Looks like they could've used Adam and Eve on Gilligan's Island.



Remember, at the end of chapter two, "And they were both naked, the man and the woman, and they were not ashamed." (Gen. 2:25)

So, after they ate from the tree of knowledge, they realized, "Wow! We're nekkid!"

And apparently they were embarrassed. Come on! How would they know? Clothes didn't exist to begin with! So nudity was the default setting. There were no other options... till they sewed leaves together... using pine needles and thread they coaxed from a silk worm's ass!

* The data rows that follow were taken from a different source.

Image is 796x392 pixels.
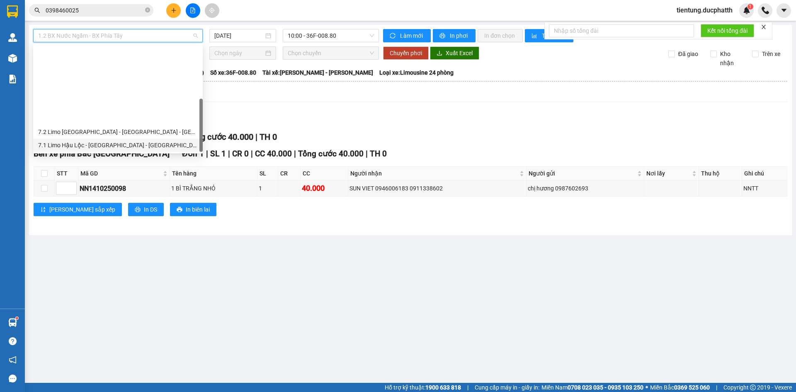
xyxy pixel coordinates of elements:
span: Trên xe [759,49,784,58]
th: STT [55,167,78,180]
img: phone-icon [762,7,769,14]
img: warehouse-icon [8,33,17,42]
button: Chuyển phơi [383,46,429,60]
img: solution-icon [8,75,17,83]
span: search [34,7,40,13]
button: printerIn biên lai [170,203,216,216]
span: download [437,50,442,57]
td: NN1410250098 [78,180,170,197]
span: Người nhận [350,169,518,178]
strong: 0708 023 035 - 0935 103 250 [568,384,643,391]
button: downloadXuất Excel [430,46,479,60]
span: Tài xế: [PERSON_NAME] - [PERSON_NAME] [262,68,373,77]
span: notification [9,356,17,364]
span: close-circle [145,7,150,12]
th: Tên hàng [170,167,257,180]
input: Tìm tên, số ĐT hoặc mã đơn [46,6,143,15]
span: caret-down [780,7,788,14]
sup: 1 [747,4,753,10]
span: [PERSON_NAME] sắp xếp [49,205,115,214]
span: Người gửi [529,169,636,178]
button: printerIn phơi [433,29,476,42]
span: aim [209,7,215,13]
img: icon-new-feature [743,7,750,14]
span: plus [171,7,177,13]
input: 14/10/2025 [214,31,264,40]
span: Số xe: 36F-008.80 [210,68,256,77]
span: close [761,24,767,30]
span: Cung cấp máy in - giấy in: [475,383,539,392]
span: | [255,132,257,142]
span: Hỗ trợ kỹ thuật: [385,383,461,392]
span: Tổng cước 40.000 [298,149,364,158]
span: sync [390,33,397,39]
span: sort-ascending [40,206,46,213]
span: Đơn 1 [182,149,204,158]
div: 7.1 Limo Hậu Lộc - Bỉm Sơn - Hà Nội [33,138,203,152]
th: CR [278,167,301,180]
button: file-add [186,3,200,18]
span: TH 0 [260,132,277,142]
button: aim [205,3,219,18]
span: | [228,149,230,158]
th: SL [257,167,278,180]
span: Mã GD [80,169,161,178]
span: In DS [144,205,157,214]
button: In đơn chọn [478,29,523,42]
span: tientung.ducphatth [670,5,739,15]
span: message [9,374,17,382]
span: Bến xe phía Bắc [GEOGRAPHIC_DATA] [34,149,170,158]
span: Miền Bắc [650,383,710,392]
sup: 1 [16,317,18,319]
span: | [251,149,253,158]
span: | [294,149,296,158]
div: NNTT [743,184,786,193]
span: In biên lai [186,205,210,214]
span: Xuất Excel [446,49,473,58]
button: plus [166,3,181,18]
span: | [206,149,208,158]
span: Chọn chuyến [288,47,374,59]
span: Loại xe: Limousine 24 phòng [379,68,454,77]
span: 10:00 - 36F-008.80 [288,29,374,42]
span: printer [177,206,182,213]
span: Miền Nam [541,383,643,392]
span: | [716,383,717,392]
img: warehouse-icon [8,54,17,63]
span: bar-chart [531,33,539,39]
th: Ghi chú [742,167,787,180]
span: file-add [190,7,196,13]
span: close-circle [145,7,150,15]
div: 7.1 Limo Hậu Lộc - [GEOGRAPHIC_DATA] - [GEOGRAPHIC_DATA] [38,141,198,150]
span: question-circle [9,337,17,345]
input: Nhập số tổng đài [549,24,694,37]
button: bar-chartThống kê [525,29,573,42]
span: Kho nhận [717,49,746,68]
span: printer [439,33,446,39]
button: caret-down [776,3,791,18]
span: | [467,383,468,392]
button: sort-ascending[PERSON_NAME] sắp xếp [34,203,122,216]
div: 40.000 [302,182,347,194]
button: Kết nối tổng đài [701,24,754,37]
strong: 1900 633 818 [425,384,461,391]
img: logo-vxr [7,5,18,18]
div: SUN VIET 0946006183 0911338602 [349,184,525,193]
span: SL 1 [210,149,226,158]
span: Kết nối tổng đài [707,26,747,35]
strong: 0369 525 060 [674,384,710,391]
input: Chọn ngày [214,49,264,58]
span: ⚪️ [645,386,648,389]
span: Tổng cước 40.000 [187,132,253,142]
div: 1 BÌ TRẮNG NHỎ [171,184,256,193]
span: Nơi lấy [646,169,690,178]
span: copyright [750,384,756,390]
button: printerIn DS [128,203,164,216]
th: Thu hộ [699,167,742,180]
div: chị hương 0987602693 [528,184,643,193]
span: Đã giao [675,49,701,58]
span: CC 40.000 [255,149,292,158]
div: 1 [259,184,277,193]
th: CC [301,167,348,180]
span: 1.2 BX Nước Ngầm - BX Phía Tây [38,29,198,42]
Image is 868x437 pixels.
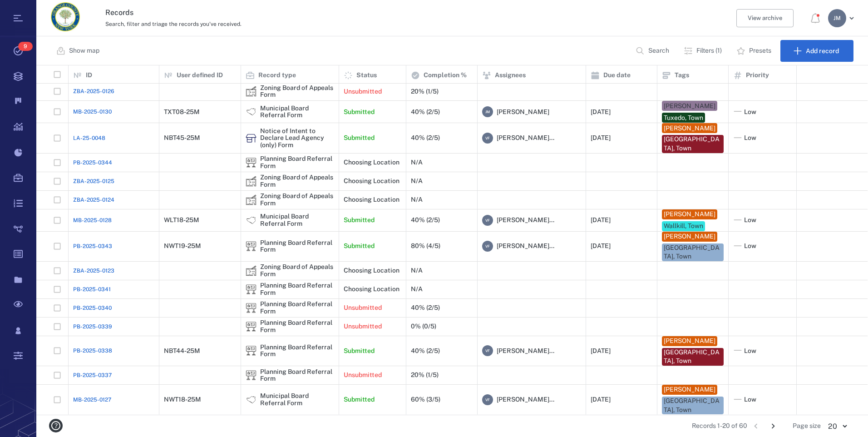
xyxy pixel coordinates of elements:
[260,128,334,148] div: Notice of Intent to Declare Lead Agency (only) Form
[260,105,334,119] div: Municipal Board Referral Form
[18,42,32,51] span: 9
[749,46,771,55] p: Presets
[744,242,756,250] span: Low
[164,396,201,403] div: NWT18-25M
[246,345,256,356] img: icon Planning Board Referral Form
[246,158,256,168] div: Planning Board Referral Form
[664,101,715,111] div: [PERSON_NAME]
[246,394,256,405] div: Municipal Board Referral Form
[260,84,334,99] div: Zoning Board of Appeals Form
[73,396,111,404] span: MB-2025-0127
[246,370,256,381] img: icon Planning Board Referral Form
[344,195,399,204] p: Choosing Location
[106,8,597,18] h3: Records
[73,371,111,379] a: PB-2025-0337
[344,87,382,96] p: Unsubmitted
[792,422,820,431] span: Page size
[73,177,114,186] a: ZBA-2025-0125
[73,285,111,294] a: PB-2025-0341
[744,395,756,405] span: Low
[496,347,554,356] span: [PERSON_NAME]...
[246,106,256,118] div: Municipal Board Referral Form
[86,71,92,80] p: ID
[482,106,493,118] div: J M
[260,282,334,296] div: Planning Board Referral Form
[496,216,554,225] span: [PERSON_NAME]...
[344,395,374,405] p: Submitted
[246,321,256,332] div: Planning Board Referral Form
[411,196,422,203] div: N/A
[664,221,703,231] div: Wallkill, Town
[246,86,256,97] div: Zoning Board of Appeals Form
[344,303,382,313] p: Unsubmitted
[246,302,256,313] img: icon Planning Board Referral Form
[780,40,854,62] button: Add record
[260,155,334,170] div: Planning Board Referral Form
[692,422,747,431] span: Records 1-20 of 60
[482,241,493,251] div: V F
[664,135,722,152] div: [GEOGRAPHIC_DATA], Town
[258,71,296,80] p: Record type
[246,265,256,276] img: icon Zoning Board of Appeals Form
[164,135,200,141] div: NBT45-25M
[344,285,399,294] p: Choosing Location
[176,71,223,80] p: User defined ID
[411,108,440,115] div: 40% (2/5)
[411,159,422,166] div: N/A
[246,284,256,295] img: icon Planning Board Referral Form
[246,133,256,144] div: Notice of Intent to Declare Lead Agency (only) Form
[630,40,677,62] button: Search
[344,176,399,186] p: Choosing Location
[73,304,111,312] a: PB-2025-0340
[744,134,756,142] span: Low
[411,135,440,141] div: 40% (2/5)
[496,134,554,142] span: [PERSON_NAME]...
[664,244,722,262] div: [GEOGRAPHIC_DATA], Town
[747,419,781,434] nav: pagination navigation
[482,345,493,356] div: V F
[73,216,111,224] a: MB-2025-0128
[260,239,334,254] div: Planning Board Referral Form
[73,347,112,355] span: PB-2025-0338
[766,419,780,434] button: Go to next page
[164,243,201,250] div: NWT19-25M
[482,215,493,226] div: V F
[260,393,334,406] div: Municipal Board Referral Form
[664,113,703,123] div: Tuxedo, Town
[246,194,256,205] img: icon Zoning Board of Appeals Form
[745,71,768,80] p: Priority
[731,40,779,62] button: Presets
[246,194,256,205] div: Zoning Board of Appeals Form
[591,396,610,403] div: [DATE]
[45,415,66,436] button: help
[246,215,256,226] div: Municipal Board Referral Form
[164,108,200,115] div: TXT08-25M
[411,178,422,185] div: N/A
[73,323,112,331] a: PB-2025-0339
[73,107,111,116] span: MB-2025-0130
[246,321,256,332] img: icon Planning Board Referral Form
[246,86,256,97] img: icon Zoning Board of Appeals Form
[344,158,399,167] p: Choosing Location
[246,394,256,405] img: icon Municipal Board Referral Form
[344,371,382,380] p: Unsubmitted
[736,9,793,27] button: View archive
[260,174,334,188] div: Zoning Board of Appeals Form
[246,265,256,276] div: Zoning Board of Appeals Form
[357,71,377,80] p: Status
[664,397,722,414] div: [GEOGRAPHIC_DATA], Town
[411,267,422,274] div: N/A
[494,71,526,80] p: Assignees
[73,267,114,275] a: ZBA-2025-0123
[246,345,256,356] div: Planning Board Referral Form
[664,233,715,241] div: [PERSON_NAME]
[73,158,112,167] span: PB-2025-0344
[424,71,466,80] p: Completion %
[260,193,334,207] div: Zoning Board of Appeals Form
[246,106,256,118] img: icon Municipal Board Referral Form
[260,263,334,278] div: Zoning Board of Appeals Form
[674,71,689,80] p: Tags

Then, as punishment for eating from the spooky tree, God tells Eve "I will greatly multiply thy sorrow and thy conception; in sorrow thou shalt bring forth children..." (3:16).

Makes sense. That's the only logical reason why childbirth would cause a woman pain-- God decreed it. Never mind the fact that she's squeezing a PERSON through her HOO-HA !

Perhaps this was a way ancient people explained child birth. That is all they knew. They didn't have the scientific/technological advances of modern times.

They knew that after guys and ladies got bizzay, babies came out of the ladies. And that was it! That's all they knew.

Just like Adam and Eve, suddenly they "knew that they were naked!"


"Fifteen hundred years ago everybody KNEW the Earth was the center of the universe. Five hundred years ago, everybody KNEW the Earth was flat, and fifteen minutes ago, you KNEW that humans were alone on this planet. Imagine what you'll KNOW... tomorrow."